Revenue That Keeps Growing

In FY2025, Lam recorded $18.4 billion in revenue — reflecting growth of 26% from FY2021 to FY2025. Sustained growth of that magnitude, in a sector requiring constant reinvestment and engineering innovation, speaks to Lam's position as a supplier that chipmakers depend on and cannot easily replace once a production line is running.

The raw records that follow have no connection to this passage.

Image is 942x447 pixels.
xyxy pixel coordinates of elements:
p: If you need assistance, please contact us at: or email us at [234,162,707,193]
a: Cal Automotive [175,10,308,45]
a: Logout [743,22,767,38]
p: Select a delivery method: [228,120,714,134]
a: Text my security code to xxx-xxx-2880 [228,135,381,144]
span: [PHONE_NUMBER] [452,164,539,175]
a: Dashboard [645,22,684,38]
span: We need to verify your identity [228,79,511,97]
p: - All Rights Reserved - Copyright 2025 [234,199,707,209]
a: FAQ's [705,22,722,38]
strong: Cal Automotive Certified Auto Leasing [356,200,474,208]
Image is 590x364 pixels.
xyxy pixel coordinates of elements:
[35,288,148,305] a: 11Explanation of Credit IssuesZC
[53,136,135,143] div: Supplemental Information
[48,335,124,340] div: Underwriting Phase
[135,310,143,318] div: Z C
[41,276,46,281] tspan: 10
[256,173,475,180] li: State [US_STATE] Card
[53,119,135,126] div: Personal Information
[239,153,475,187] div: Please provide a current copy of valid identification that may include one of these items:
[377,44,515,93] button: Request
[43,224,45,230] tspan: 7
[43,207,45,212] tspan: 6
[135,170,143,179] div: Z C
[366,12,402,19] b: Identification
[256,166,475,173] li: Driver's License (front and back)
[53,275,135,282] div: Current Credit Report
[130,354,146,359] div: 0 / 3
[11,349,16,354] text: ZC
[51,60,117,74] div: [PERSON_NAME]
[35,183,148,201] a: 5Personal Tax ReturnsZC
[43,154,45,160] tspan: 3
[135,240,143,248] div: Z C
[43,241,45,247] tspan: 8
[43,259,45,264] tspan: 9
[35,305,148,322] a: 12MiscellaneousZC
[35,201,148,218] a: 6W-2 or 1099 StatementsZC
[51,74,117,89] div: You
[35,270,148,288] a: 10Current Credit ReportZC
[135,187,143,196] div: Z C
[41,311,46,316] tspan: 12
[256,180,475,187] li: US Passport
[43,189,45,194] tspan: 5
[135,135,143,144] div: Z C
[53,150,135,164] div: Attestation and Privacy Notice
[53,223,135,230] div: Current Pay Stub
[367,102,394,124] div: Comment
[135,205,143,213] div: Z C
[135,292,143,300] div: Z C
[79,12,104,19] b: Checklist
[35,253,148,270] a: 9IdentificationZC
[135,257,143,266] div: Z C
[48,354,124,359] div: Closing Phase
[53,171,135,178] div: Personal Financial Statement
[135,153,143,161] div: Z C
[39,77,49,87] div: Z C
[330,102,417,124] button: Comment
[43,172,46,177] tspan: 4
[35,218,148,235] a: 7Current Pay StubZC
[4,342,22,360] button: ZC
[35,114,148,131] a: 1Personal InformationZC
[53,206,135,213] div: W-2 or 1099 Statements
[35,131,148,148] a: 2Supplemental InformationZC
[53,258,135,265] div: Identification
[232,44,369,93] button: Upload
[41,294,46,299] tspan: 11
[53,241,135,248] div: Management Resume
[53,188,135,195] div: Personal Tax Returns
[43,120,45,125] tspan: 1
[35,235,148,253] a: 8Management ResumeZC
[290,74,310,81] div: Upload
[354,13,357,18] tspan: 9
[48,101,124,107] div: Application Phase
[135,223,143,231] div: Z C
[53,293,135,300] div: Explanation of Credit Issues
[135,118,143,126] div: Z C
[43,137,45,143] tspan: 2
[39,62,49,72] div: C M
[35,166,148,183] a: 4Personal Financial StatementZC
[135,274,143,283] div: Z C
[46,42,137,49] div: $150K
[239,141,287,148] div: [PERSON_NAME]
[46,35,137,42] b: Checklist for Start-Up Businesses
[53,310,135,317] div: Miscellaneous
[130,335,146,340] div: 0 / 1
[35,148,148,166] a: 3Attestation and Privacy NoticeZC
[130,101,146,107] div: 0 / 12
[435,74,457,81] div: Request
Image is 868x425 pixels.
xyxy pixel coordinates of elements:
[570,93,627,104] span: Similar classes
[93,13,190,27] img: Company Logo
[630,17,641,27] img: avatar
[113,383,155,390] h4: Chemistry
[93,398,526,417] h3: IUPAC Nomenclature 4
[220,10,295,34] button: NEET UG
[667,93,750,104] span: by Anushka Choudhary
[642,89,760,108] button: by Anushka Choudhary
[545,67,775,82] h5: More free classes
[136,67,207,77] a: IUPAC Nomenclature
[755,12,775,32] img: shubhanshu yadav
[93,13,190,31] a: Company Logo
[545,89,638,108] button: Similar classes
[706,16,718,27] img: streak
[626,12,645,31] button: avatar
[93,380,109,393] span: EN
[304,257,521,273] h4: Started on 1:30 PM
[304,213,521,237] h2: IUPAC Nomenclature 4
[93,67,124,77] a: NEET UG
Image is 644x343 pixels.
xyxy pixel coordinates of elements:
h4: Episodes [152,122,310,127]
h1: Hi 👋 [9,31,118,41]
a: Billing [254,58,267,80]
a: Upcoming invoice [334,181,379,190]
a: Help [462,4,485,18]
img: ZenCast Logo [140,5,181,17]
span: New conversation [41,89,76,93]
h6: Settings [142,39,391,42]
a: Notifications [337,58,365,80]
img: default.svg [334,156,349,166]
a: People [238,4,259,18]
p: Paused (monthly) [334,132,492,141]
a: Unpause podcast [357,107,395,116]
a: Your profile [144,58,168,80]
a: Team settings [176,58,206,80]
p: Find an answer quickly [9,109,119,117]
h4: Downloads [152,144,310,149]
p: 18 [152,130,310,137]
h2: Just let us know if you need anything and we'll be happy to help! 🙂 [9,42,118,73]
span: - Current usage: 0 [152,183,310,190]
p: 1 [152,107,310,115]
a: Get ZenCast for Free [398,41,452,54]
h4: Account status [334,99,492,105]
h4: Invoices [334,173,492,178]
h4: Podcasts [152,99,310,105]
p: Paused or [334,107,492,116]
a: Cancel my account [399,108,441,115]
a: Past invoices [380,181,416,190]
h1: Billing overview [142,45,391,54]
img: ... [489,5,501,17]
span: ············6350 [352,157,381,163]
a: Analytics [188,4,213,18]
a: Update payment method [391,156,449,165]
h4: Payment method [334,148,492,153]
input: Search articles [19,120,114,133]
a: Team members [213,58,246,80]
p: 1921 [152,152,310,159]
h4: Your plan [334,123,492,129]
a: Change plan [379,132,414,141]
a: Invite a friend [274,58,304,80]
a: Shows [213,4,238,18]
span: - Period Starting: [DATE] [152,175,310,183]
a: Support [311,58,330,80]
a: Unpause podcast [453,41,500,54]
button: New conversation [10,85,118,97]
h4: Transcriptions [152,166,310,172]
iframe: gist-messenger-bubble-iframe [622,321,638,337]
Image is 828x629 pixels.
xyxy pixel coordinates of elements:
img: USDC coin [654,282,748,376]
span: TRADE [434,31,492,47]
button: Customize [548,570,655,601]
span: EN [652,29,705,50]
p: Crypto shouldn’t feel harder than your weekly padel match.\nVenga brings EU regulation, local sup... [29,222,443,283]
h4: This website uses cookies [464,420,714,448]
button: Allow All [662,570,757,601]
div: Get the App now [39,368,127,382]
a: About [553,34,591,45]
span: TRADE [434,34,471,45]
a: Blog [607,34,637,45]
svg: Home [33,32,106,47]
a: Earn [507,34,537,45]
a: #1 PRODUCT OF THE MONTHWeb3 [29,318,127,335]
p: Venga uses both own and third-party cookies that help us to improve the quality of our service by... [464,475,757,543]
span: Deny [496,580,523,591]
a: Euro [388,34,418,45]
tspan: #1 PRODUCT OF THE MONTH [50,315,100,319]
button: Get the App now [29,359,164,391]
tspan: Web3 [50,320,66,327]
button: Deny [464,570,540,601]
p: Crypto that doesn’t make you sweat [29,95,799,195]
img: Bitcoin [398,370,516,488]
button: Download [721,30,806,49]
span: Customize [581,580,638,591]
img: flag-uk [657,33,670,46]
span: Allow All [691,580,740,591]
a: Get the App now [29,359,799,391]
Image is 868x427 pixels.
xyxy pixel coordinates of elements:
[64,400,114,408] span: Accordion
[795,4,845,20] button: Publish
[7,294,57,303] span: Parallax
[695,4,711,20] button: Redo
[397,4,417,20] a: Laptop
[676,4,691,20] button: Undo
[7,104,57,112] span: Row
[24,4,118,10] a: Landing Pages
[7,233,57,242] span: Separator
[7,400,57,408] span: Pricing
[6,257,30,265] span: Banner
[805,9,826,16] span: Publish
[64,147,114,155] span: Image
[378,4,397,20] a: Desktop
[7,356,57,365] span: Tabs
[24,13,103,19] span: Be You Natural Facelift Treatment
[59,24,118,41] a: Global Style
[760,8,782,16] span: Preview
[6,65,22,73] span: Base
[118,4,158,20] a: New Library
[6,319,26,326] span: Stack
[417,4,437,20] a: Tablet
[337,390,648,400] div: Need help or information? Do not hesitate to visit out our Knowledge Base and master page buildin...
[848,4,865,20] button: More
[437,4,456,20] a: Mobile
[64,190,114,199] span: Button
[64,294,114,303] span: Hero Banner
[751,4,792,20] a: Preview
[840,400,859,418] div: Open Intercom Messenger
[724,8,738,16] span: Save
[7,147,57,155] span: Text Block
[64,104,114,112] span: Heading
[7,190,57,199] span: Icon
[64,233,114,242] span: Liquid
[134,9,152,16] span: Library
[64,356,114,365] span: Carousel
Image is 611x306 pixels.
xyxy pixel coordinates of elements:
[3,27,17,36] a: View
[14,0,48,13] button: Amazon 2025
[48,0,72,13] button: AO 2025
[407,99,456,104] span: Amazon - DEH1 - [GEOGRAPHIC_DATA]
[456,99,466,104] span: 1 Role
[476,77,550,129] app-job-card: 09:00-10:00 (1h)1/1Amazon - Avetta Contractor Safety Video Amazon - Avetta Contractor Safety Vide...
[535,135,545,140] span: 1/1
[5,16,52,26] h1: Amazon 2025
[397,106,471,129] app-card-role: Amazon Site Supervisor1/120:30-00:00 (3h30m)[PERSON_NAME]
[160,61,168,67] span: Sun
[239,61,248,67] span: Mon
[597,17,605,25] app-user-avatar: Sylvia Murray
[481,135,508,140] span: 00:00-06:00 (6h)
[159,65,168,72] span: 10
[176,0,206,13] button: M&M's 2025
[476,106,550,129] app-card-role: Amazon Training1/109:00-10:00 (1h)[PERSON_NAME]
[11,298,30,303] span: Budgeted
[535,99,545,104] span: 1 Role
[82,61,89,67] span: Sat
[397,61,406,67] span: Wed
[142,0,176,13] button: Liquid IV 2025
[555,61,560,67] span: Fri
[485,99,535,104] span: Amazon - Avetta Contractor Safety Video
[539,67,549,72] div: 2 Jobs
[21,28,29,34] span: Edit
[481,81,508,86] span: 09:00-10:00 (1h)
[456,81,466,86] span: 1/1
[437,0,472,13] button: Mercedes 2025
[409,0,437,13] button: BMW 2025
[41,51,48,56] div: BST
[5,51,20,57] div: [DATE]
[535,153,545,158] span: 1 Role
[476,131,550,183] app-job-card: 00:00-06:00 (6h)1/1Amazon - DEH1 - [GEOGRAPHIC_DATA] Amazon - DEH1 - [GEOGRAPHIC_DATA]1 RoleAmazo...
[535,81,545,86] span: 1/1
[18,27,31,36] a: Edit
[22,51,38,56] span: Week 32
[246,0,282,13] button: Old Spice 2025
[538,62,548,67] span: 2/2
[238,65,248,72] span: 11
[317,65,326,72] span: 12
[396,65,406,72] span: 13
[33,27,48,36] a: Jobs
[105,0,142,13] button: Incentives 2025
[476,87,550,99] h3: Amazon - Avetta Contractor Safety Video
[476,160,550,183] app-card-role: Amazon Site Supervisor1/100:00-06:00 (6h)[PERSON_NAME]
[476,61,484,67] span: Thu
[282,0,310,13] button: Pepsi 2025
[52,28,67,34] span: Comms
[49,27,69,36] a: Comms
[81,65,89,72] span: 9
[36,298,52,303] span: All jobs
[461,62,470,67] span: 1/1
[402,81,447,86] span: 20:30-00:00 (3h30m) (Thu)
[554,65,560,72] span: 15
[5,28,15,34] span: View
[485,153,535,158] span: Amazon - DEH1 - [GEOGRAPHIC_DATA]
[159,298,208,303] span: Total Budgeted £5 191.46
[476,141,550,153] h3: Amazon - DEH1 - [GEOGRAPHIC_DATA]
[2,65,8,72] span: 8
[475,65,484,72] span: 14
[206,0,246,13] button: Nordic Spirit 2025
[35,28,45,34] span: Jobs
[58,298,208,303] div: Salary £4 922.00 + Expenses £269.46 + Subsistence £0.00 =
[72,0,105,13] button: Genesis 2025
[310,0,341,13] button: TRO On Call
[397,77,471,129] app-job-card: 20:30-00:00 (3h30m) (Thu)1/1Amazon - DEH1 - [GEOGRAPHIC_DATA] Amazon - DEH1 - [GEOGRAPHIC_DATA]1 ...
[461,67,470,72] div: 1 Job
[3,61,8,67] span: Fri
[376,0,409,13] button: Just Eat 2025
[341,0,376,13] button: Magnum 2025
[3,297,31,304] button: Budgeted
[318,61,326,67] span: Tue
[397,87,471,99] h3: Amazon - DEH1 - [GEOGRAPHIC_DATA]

Margins That Impress for a Machine Builder

Lam posted a gross margin of 48.7% and a net margin of 29.1% in FY2025, producing $5.4 billion in net income. For a company making large industrial machines — not software subscriptions — those margins are striking. They reflect the engineering complexity of Lam's products and the pricing power that comes from holding dominant or near-dominant share in its core categories.

A Company Built to Scale

Lam holds $21.3 billion in total assets and carries a market capitalization of $379.3 billion. Its shares have recently traded near their 52-week high, and the company returns capital to shareholders through a dividend yielding approximately 0.25% annually. The stock's price-to-earnings ratio of 99.0 reflects how much of the market's valuation rests on expectations for future growth beyond today's already substantial earnings.

Why Lam's Work Matters

The global push to build more semiconductor manufacturing capacity — driven by artificial intelligence, cloud computing, and supply-chain resilience efforts alike — puts Lam's specialized equipment at the center of an enormous industrial undertaking. More chips require more machines to make them. And making those machines, at the precision the industry demands, is exactly what Lam Research has done for more than forty years.

This article is factual reporting drawn from public filings and market data; it is not investment advice.